In fact, it’s the fans that actually drive the success of the show, because the funding model is based on a combination of ad-sharing (“I can sell advertising, and the station can sell advertising”) and fan-funding through Patreon.
“A casual listener can always hear the show live on TSN 1150 on terrestrial radio, or at TSN.ca,” he explained. “If you are a patron, you can listen any time on demand. We broke it down to a dollar per show — it’s four bucks a month, and there’s generally four shows a month. But that also gives the patrons the ability to download all the bonus podcasts I do, download any interviews I do — the unedited, uncut versions. Sometimes we’ll air an interview on the show, but it may be only 5 or 10 minutes of a half hour or more interview — patrons will get to download the whole thing.”
“There are also some patron rungs where people can play Turnbuckle Trivia, which is one of the signatures of the show, and win a T-shirt from Pro Wrestling Tees. People can upgrade to get passes to all of my live comedy shows, which often have a wrestling theme. And at the top level, you get to co-host a podcast with me. The patron model really does seem to be how a lot of broadcasting-slash-podcasting is going now. Listeners find it, they want to support it, they’re willing to pay for it, and they get a really interactive experience with the host and the personalities on the show.”
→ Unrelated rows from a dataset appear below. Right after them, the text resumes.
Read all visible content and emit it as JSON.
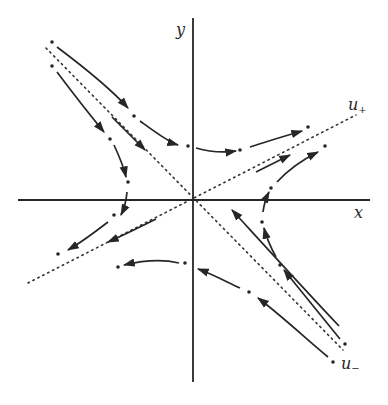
{
  "diagram": {
    "type": "phase-portrait",
    "labels": {
      "y_axis": "y",
      "x_axis": "x",
      "unstable_manifold": "u",
      "unstable_subscript": "+",
      "stable_manifold": "u",
      "stable_subscript": "−"
    },
    "colors": {
      "ink": "#262626",
      "background": "#ffffff"
    },
    "origin": [
      193,
      200
    ],
    "axes": {
      "x": {
        "from": [
          18,
          200
        ],
        "to": [
          370,
          200
        ]
      },
      "y": {
        "from": [
          193,
          18
        ],
        "to": [
          193,
          382
        ]
      }
    },
    "manifolds": {
      "u_plus": {
        "from": [
          28,
          283
        ],
        "to": [
          356,
          115
        ],
        "style": "dotted"
      },
      "u_minus": {
        "from": [
          46,
          48
        ],
        "to": [
          343,
          350
        ],
        "style": "dotted"
      }
    },
    "trajectories": [
      {
        "id": "upper-left-to-upper-right",
        "path": "M56,46 C90,70 110,90 128,110 M140,118 C160,132 170,140 180,146 M198,148 C210,150 225,152 235,152 M248,148 C265,142 285,136 305,130",
        "start_point": [
          52,
          42
        ],
        "mid_points": [
          [
            134,
            115
          ],
          [
            188,
            147
          ],
          [
            240,
            150
          ]
        ],
        "end_point": [
          308,
          126
        ]
      },
      {
        "id": "left-upper-to-left-lower",
        "path": "M56,71 C70,90 90,115 105,133 M113,145 C120,160 125,175 126,185 M127,200 C125,210 122,215 118,219",
        "start_point": [
          52,
          67
        ],
        "mid_points": [
          [
            109,
            139
          ],
          [
            128,
            182
          ]
        ],
        "end_point": [
          118,
          219
        ]
      },
      {
        "id": "along-u-minus-in",
        "path": "M112,117 C130,135 138,143 145,150",
        "start_point": [
          112,
          117
        ],
        "end_point": [
          147,
          153
        ]
      },
      {
        "id": "lower-left-branch",
        "path": "M110,222 C95,235 80,245 66,252",
        "start_point": [
          114,
          215
        ],
        "end_point": [
          58,
          254
        ]
      },
      {
        "id": "along-u-plus-out-left",
        "path": "M156,220 C140,228 125,235 106,243",
        "start_point": [
          156,
          220
        ],
        "end_point": [
          106,
          243
        ]
      },
      {
        "id": "lower-center",
        "path": "M185,264 C170,260 155,261 122,266",
        "start_point": [
          185,
          263
        ],
        "end_point": [
          118,
          267
        ]
      },
      {
        "id": "along-u-plus-out-right",
        "path": "M256,172 C270,165 280,160 288,156",
        "start_point": [
          256,
          172
        ],
        "end_point": [
          288,
          156
        ]
      },
      {
        "id": "right-lower-to-right-upper",
        "path": "M225,220 C240,205 250,190 265,180 M277,174 C285,168 292,163 318,150",
        "start_point": [
          224,
          222
        ],
        "mid_points": [
          [
            270,
            178
          ]
        ],
        "end_point": [
          325,
          145
        ]
      },
      {
        "id": "right-branch",
        "path": "M267,205 C262,213 260,218 260,224",
        "start_point": [
          268,
          198
        ],
        "end_point": [
          261,
          226
        ]
      },
      {
        "id": "lower-right-to-right",
        "path": "M343,340 C320,310 300,290 281,268 M276,257 C270,245 266,236 264,225",
        "start_point": [
          346,
          345
        ],
        "mid_points": [
          [
            278,
            263
          ]
        ],
        "end_point": [
          264,
          224
        ]
      },
      {
        "id": "along-u-minus-in-lower",
        "path": "M339,326 C300,285 270,250 237,215",
        "start_point": [
          342,
          330
        ],
        "end_point": [
          231,
          208
        ]
      },
      {
        "id": "bottom-right-to-y-axis",
        "path": "M328,358 C300,335 275,310 254,296 M245,290 C230,283 215,275 198,270",
        "start_point": [
          333,
          362
        ],
        "mid_points": [
          [
            249,
            292
          ]
        ],
        "end_point": [
          196,
          269
        ]
      }
    ]
  }
}
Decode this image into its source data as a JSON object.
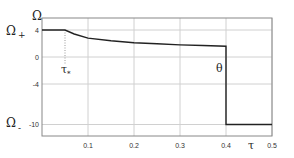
{
  "chart_data": {
    "type": "line",
    "title": "",
    "xlabel": "τ",
    "ylabel": "Ω",
    "xlim": [
      0,
      0.5
    ],
    "ylim": [
      -11.5,
      5.5
    ],
    "x_ticks": [
      "0.1",
      "0.2",
      "0.3",
      "0.4",
      "0.5"
    ],
    "y_ticks": [
      "4",
      "0",
      "-4",
      "-10"
    ],
    "grid": true,
    "annotations": [
      {
        "text": "Ω+",
        "at": "y=4",
        "position": "left of axis"
      },
      {
        "text": "Ω-",
        "at": "y=-10",
        "position": "left of axis"
      },
      {
        "text": "τ*",
        "at": "x=0.05",
        "position": "below dotted line"
      },
      {
        "text": "θ",
        "at": "x=0.4",
        "position": "left of vertical drop"
      }
    ],
    "series": [
      {
        "name": "Ω(τ)",
        "x": [
          0.0,
          0.05,
          0.07,
          0.1,
          0.15,
          0.2,
          0.25,
          0.3,
          0.35,
          0.4,
          0.4,
          0.5
        ],
        "values": [
          4,
          4,
          3.4,
          2.8,
          2.4,
          2.1,
          1.95,
          1.8,
          1.7,
          1.6,
          -10,
          -10
        ]
      }
    ],
    "tau_star": 0.05,
    "theta": 0.4
  },
  "labels": {
    "omega": "Ω",
    "omega_plus": "Ω",
    "plus_sub": "+",
    "omega_minus": "Ω",
    "minus_sub": "-",
    "tau": "τ",
    "tau_star": "τ",
    "star_sub": "*",
    "theta": "θ"
  }
}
The model is working well, and based on the feedback he’s received, the fans have really enjoyed the return of the show. This includes many of the show’s long-time listeners, who often bring personalities of their own to the mix, including “Chuck from Detroit” and the infamous “Hanzi” (who also was a hated regular caller on the Howard Stern radio show).
“It’s been a real outpouring of love and fan appreciation,” Agnew said gratefully. “I said when I came back, I would do it for a year at least — I think you have to do things for a year minimum in order to really give it a shot. If the patrons stay, if they increase, then I’ll keep doing it. I’m good to go as long as people still want it.”
“It’s really a labour of love for me. It’s tons of work — when you cover wrestling, you’re watching a lot of wrestling… three hours of RAW, two of Smackdown, NXT, network tournaments like the Mae Young Classic, Impact. Putting the news pack together takes a couple of hours. After my Sunday morning show (Agnew hosts the weekly Sunday Morning Trivia show on Toronto station Newstalk 1010), I’ll do a lot of recording and production for SNME. Then I’ll do the social media for the show. And that doesn’t include all the podcasts I do for the patrons.”
“But,” he noted, “I get to combine things I enjoy — wrestling and interacting with listeners on the radio — so, even though it sometimes feels like work, it also doesn’t feel like work. I can’t imagine not doing it.”